As a side note, I think the gsi and table definition data could be lifted out of the model and defined separately for easier single table design.

DAT 403 Example
I'm a huge fan of Rick Houlihan's ReInvent presentations, as I know @jeremydaly is as well. I just spent a moment trying to envision how the employee model from his 2019 presentation might be constructed and queried. Here is what I came up with. There are likely errors

const Employee = new Model('Employee', {

  // Specify table name
  table: 'singletable',

  // Define partition and sort keys
  partitionKey: 'pk',
  sortKey: 'sk',

  // GSI here - type: gsi | local, defaults to gsi
  indexes: [
    { name: 'gsi1', partitionKey: 'gsi1pk', sortKey: 'gsi1sk' },
    { name: 'gsi2', partitionKey: 'gsi2pk', sortKey: 'gsi2sk' },
    { name: 'gsi3', partitionKey: 'gsi3pk', sortKey: 'gsi3sk' }
  ],

  // Define schema
  schema: {
    // primary keys
    pk: { type: 'string', default: (data) => `${data.employeeid}` },                    // Access Pattern 9
    sk: { type: 'string', hidden: true },
    sk0: ['sk', 0, { type: 'string', default: (data) => `${data.type}` }],              // Access Pattern 9
    sk1: ['sk', 1, { type: 'string', default: (data) => `${data.managerid}` }], 

    // GSI1
    gsi1pk: { type: 'string', default: (data) => `${data.employeeemail}` },             // Access Pattern 10
    gsi1sk: { type: 'string', default: (data) => `${data.sk}` },                        // Access Pattern 10

    // GSI2
    gsi2pk: { type: 'string', default: (data) => `${data.manageremail}` },              // Access pattern 15
    gsi2sk: { type: 'string', default: (data) => `${data.sk}` },                        // Access pattern 15

    // GSI3
    gsi3pk: { type: 'string', default: (data) => `${data.city}` },                      // Access pattern 14
    gsi3sk: { type: 'string', hidden: true },                                           // Access pattern 14
    gsi3sk0: ['gsi3sk', 0, { type: 'string', default: (data) => `${data.building}` }],  // Access Pattern 14
    gsi3sk1: ['gsi3sk', 1, { type: 'string', default: (data) => `${data.floor}` }],     // Access Pattern 14
    gsi3sk2: ['gsi3sk', 2, { type: 'string', default: (data) => `${data.aisle}` }],     // Access Pattern 14
    gsi3sk3: ['gsi3sk', 3, { type: 'string', default: (data) => `${data.desk}` }],      // Access Pattern 14

    // data
    type: { type: 'string', default: 'E' },
    employeeid: { type: 'string' },
    employeeemail: { type: 'string' },
    hiredate: { type: 'string' },
    managerid: { type: 'string' },
    manageremail: { type: 'string' },
    city: { type: 'string' },
    building: { type: 'string' },
    floor: { type: 'string' },
    aisle: { type: 'string' },
    desk: { type: 'string' }
    // ... other data attributes

  }
})

Then you could query the access patterns thusly:

Access Pattern 9 - Employee By ID
Since type maps to the first part of the composite sk, we can infer begins_with().

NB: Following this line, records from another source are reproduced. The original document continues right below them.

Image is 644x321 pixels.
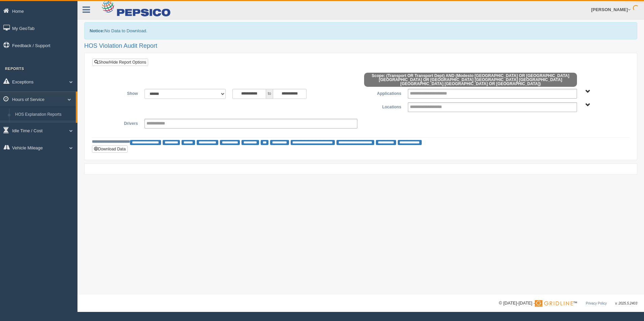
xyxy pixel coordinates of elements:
label: Drivers [97,119,141,127]
a: HOS Explanation Reports [12,109,76,121]
div: No Data to Download. [84,22,637,39]
span: to [266,89,273,99]
span: v. 2025.5.2403 [615,302,637,305]
a: HOS Violation Audit Reports [12,121,76,133]
b: Notice: [90,28,104,33]
a: Privacy Policy [585,302,606,305]
label: Applications [360,89,404,97]
img: Gridline [534,300,573,307]
button: Download Data [91,145,127,153]
span: Scope: (Transport OR Transport Dept) AND (Modesto [GEOGRAPHIC_DATA] OR [GEOGRAPHIC_DATA] [GEOGRAP... [364,72,576,87]
h2: HOS Violation Audit Report [84,43,637,49]
div: © [DATE]-[DATE] - ™ [499,300,637,307]
label: Show [97,89,141,97]
a: Show/Hide Report Options [92,59,148,66]
label: Locations [360,102,404,111]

The main table's pk and sk are populated but none of the GSI's are, so we can also infer that this is a query against the table and not a GSI.

let item = {
  employeeid: 'employee22',
  type: 'E' 
}
let params = Employee.query(item)

Access Pattern 10 -Employee by Email
This is similar to the above example but the main table's pk will not be populated. Instead, GSI1's pk and sk will be populated, but no others, so we can infer that this query should be against GSI1.

let item = {
  employeeemail: '[email protected]',
  type: 'E'
}
let params = Employee.query(item)

Access Pattern 14 - employees by city, building, floor, aisle, desk
This one populates parts of GSI3, along with a partial gsi3sk, so we can infer that this query will be against gsi3, and will require a begins_with() on gsi3sk.

let item = {
  city: 'Atlanta',
  building: 'Davis West',
  floor: '4' 
}
let params = Employee.query(item)

Access Pattern 15 - Employees by Manager
This one is a little fuzzy because I am not entirely certain which elements in Rick's table contained the managerid - maybe it's the second element in the table's sk? I'm just guessing. But if that's true, this query will grab the employees that this person manages, again inferring gsi2 and begins_with() on gsi1sk.

let item = {
  manageremail: '[email protected]',
  type: 'E' 
}
let params = Employee.query(item)

There it is, warts and all. Hopefully at least some of this will add to the conversation.